One man tried to flee.

Ren hurled a rusted crowbar straight through his spine.

The fight didn't last more than sixty seconds.

Fifteen trained killers, all dead.

Ren barely breathed heavier.

He stepped over the corpses, their blood soaking into the warehouse floor, and approached the door. The smaller one tucked in the corner. A rusted latch hung from the frame. He kicked it open.

And stopped.

Inside was a room. Small. Cramped. Damp. And dimly lit by nothing but the sickly glow of a flickering bulb swinging from the ceiling.

There, at the center—

A boy.

Maybe ten years old.

Sitting on a pile of corpses.

Not crying.

Not screaming.

Just… sitting. In the middle of blood, torn limbs, severed arms, eyes wide, blank.

Ren froze.

Something in him twisted violently. A sharp jolt behind his ribs. Like something ancient clawing its way out.

A memory.

Faint. Fragmented.

Blood. Screams. A boy—alone. Sitting among corpses. Just like this one. Staring. Silent. A small, shaking hand curled around a bloodied blade.

But the face—he couldn't see the face.

His breath caught. It wasn't fear. But it was close. Something colder. Something buried.

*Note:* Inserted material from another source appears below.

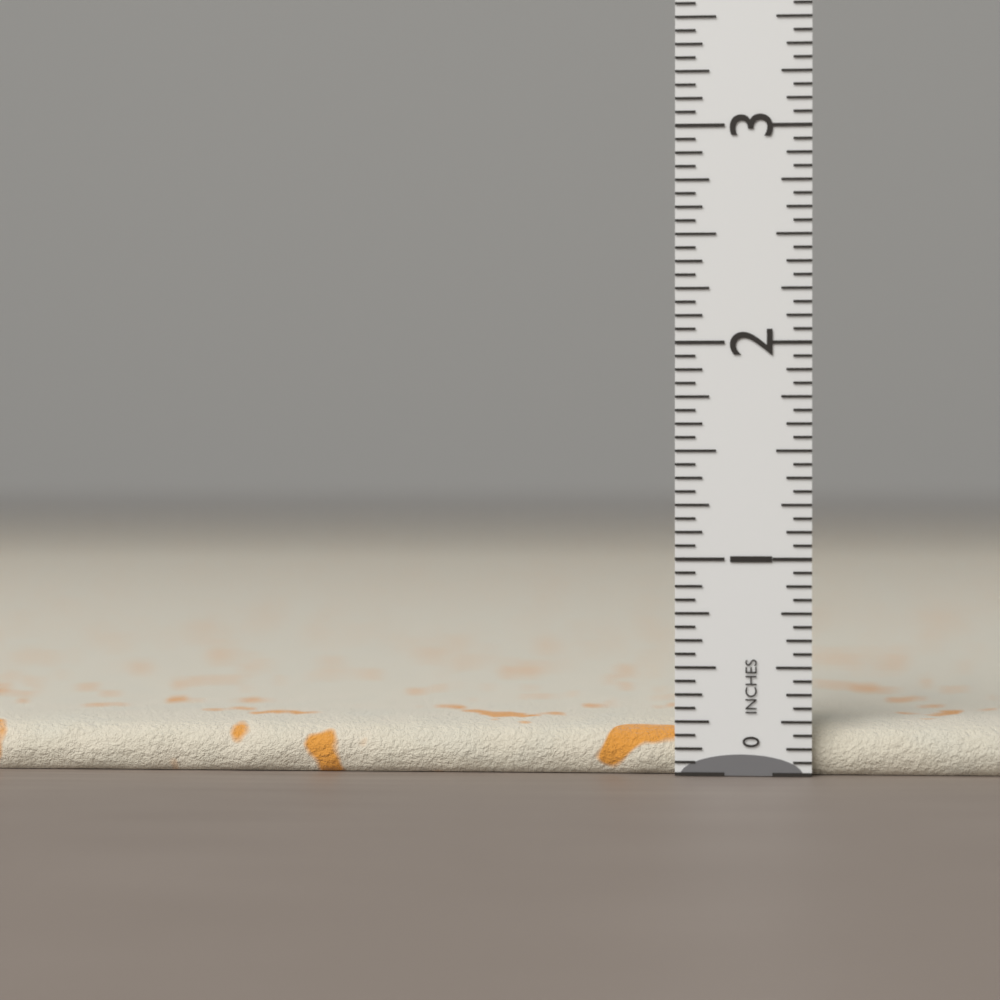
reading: 0.2500 in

His hand trembled for a brief second.

He crushed the feeling, stuffing it down like he always did.

Emotion was a liability.

He stepped into the room, staring at the boy.

Malnourished. Pale. Hair matted with dried blood. His eyes were cold—not broken, but empty, like something already gone.

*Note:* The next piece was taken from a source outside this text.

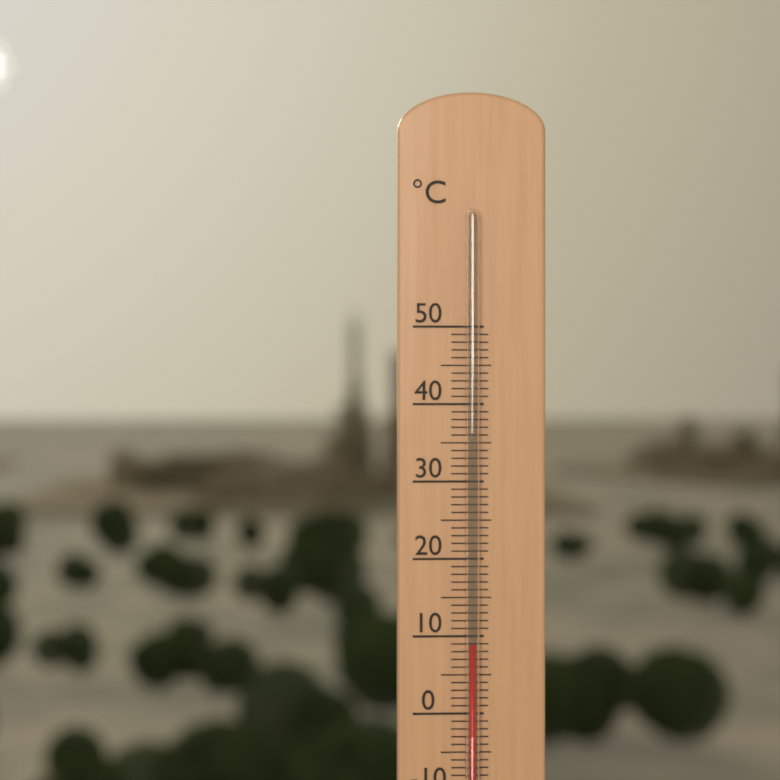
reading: 9 °C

"You're coming with me," Ren muttered.

The boy didn't move.

Ren crouched to grab him—

"Did you do this?"

but the boy just sat there and said nothing.

"Tch—fuckin' brat."

He grabbed the boy by the back of his shirt and shoved him into the canvas duffel, ignoring the kicking and struggling.

"You'll live. For now."

He zipped the bag closed, slung it over his back, and walked out of the room.

Back through the warehouse.

Back through the blood.

Back into the night.

But something lingered in his mind.

That memory.

That boy in the blood.

And as he walked into the shadows, his jaw clenched, his voice low:

"What the fuck… was that?"

He didn't care about the boy. Not really.

But whatever this was—it was getting deeper.

And for the first time in a long time, something unsettled him.

But there was no turning back.

If this boy led him to Y, then every drop of blood spilled tonight was worth it.